Source: How American Corporations Are Policing Online Speech Worldwide

T-Mobile Says Customers Can’t Sue Because It Violates Its ToS

T-Mobile screwed over millions of customers when it collected their geolocation data and sold it to third parties without their consent. Now, two of these customers are trying to pursue a class-action lawsuit against the company for the shady practice, but the telecom giant is using another shady practice to force them to settle their dispute behind closed doors.

On Monday, T-Mobile filed a motion to compel the plaintiffs into arbitration, which would keep the complaint out of a public courtroom. See, when you sign a contract or agree to a company’s terms of service with a forced arbitration clause, you are waiving your right to a trial by jury and oftentimes to pursue a class-action lawsuit at all. Settling a dispute in arbitration means having it heard by a third party behind closed doors. And an arbitration clause is buried in T-Mobile’s fine print.

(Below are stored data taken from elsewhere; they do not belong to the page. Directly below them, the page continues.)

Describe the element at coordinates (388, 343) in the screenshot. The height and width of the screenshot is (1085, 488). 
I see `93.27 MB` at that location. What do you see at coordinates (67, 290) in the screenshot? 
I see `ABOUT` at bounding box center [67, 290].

T-Mobile’s terms of service state that customers do have the option to opt out of arbitration, which is buried within the agreement and states that they “must either complete the opt out form on this website or call toll-free 1-866-323-4405 and provide the information requested.” They also only have 30 days to do so after they have activated their service. After that brief time period, users are no longer eligible to opt out.

The plaintiffs, Shawnay Ray and Kantice Joyner of Maryland, filed the class-action complaint against T-Mobile in May. Verizon, Sprint, and AT&T were all also hit with lawsuits that same month for selling customer location data. “The telecommunications carriers are the beginning of a dizzying chain of data selling, where data goes from company to company, and ultimately ends up in the hands of literally anybody who is looking,” the complaint against T-Mobile states. The comment is largely referring to a Vice investigation that found that the phone carriers sold real-time location data to middlemen and that this data sometimes eventually ended up with bounty hunters.

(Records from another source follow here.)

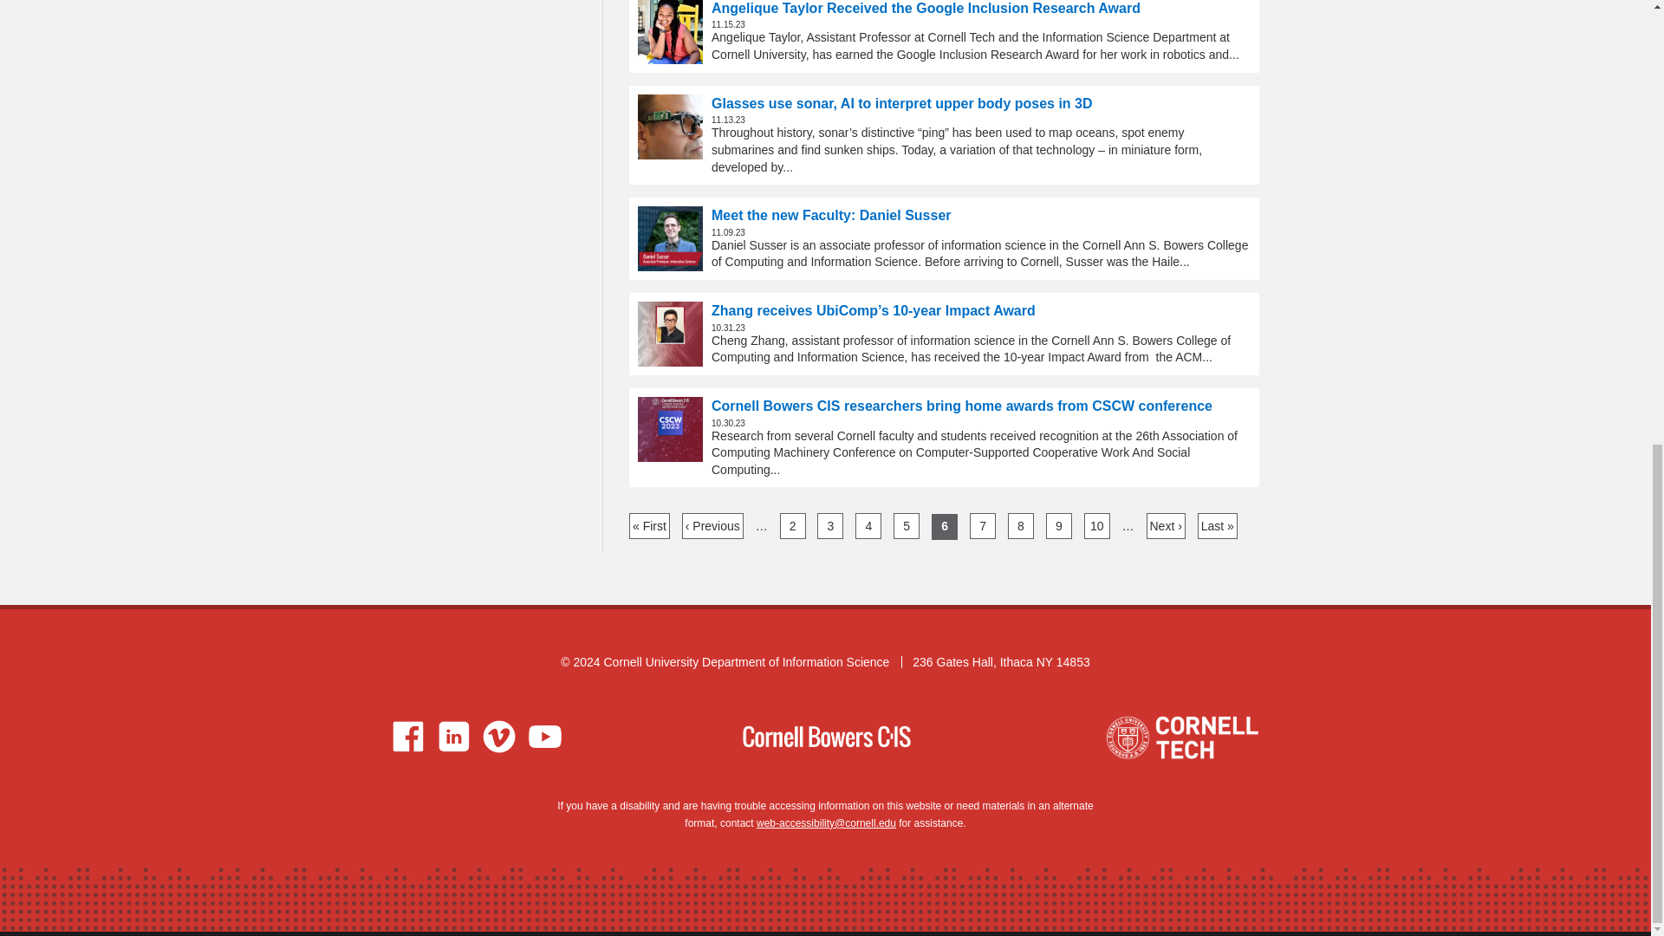 Image resolution: width=1664 pixels, height=936 pixels. What do you see at coordinates (1021, 525) in the screenshot?
I see `Go to page 8` at bounding box center [1021, 525].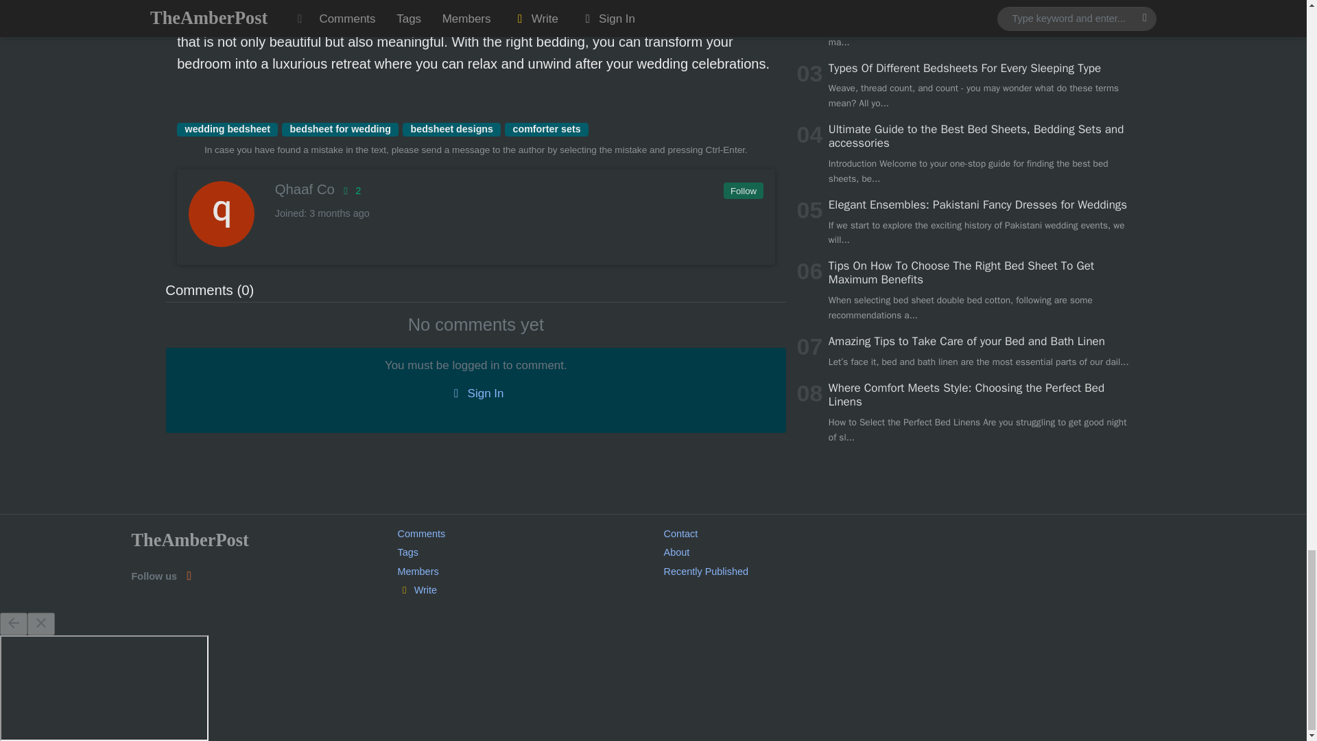 This screenshot has width=1317, height=741. What do you see at coordinates (340, 129) in the screenshot?
I see `bedsheet for wedding` at bounding box center [340, 129].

Source: T-Mobile Says Customers Can’t Sue Because It Violates Its ToS

Google contractors are secretly listening to your Assistant and Home recordings

Not only is your Google Home device listening to you, a new report suggests there might be a Google contractor who’s listening as well. Even if you didn’t ask your device any questions, it’s still sending what you say to the company, who allow an actual person to collect data from it.

[…]

VRT, with the help of a whistleblower, was able to listen to some of these clips and subsequently heard enough to discern the addresses of several Dutch and Belgian people using Google Home — in spite of the fact some hadn’t even uttered the words “Hey Google,” which are supposed to be the device’s listening trigger.

The person who leaked the recordings was working as a subcontractor to Google, transcribing the audio files for subsequent use in improving its speech recognition. They got in touch with VRT after reading about Amazon Alexa keeping recordings indefinitely.

According to the whistleblower, the recordings presented to them are meant to be carefully annotated, with notes included about the speakers presumed identity and age. From the sound of the report, these transcribers have heard just about everything. Personal information? Bedroom activities? Domestic violence? Yes, yes, and yes.

While VRT only listened to recordings from Dutch and Belgian users, the platform the whistleblower showed them had recordings from all over the world – which means there are probably thousands of other contractors listening to Assistant recordings.

The VRT report states that the Google Home Terms of Service don’t mention that recordings might be listened to by other humans.

The report did say the company tries to anonymize the recordings before sending them to contractors, identifying them by numbers rather than user names. But again, VRT was able to pick up enough data from the recordings to find the addresses of the users in question, and even confront some of the users in the recordings – to their great dismay.

Google’s defense to VRT was that the company only transcribes and uses “about 0.2% of all audio clips,” to improve their voice recognition technology.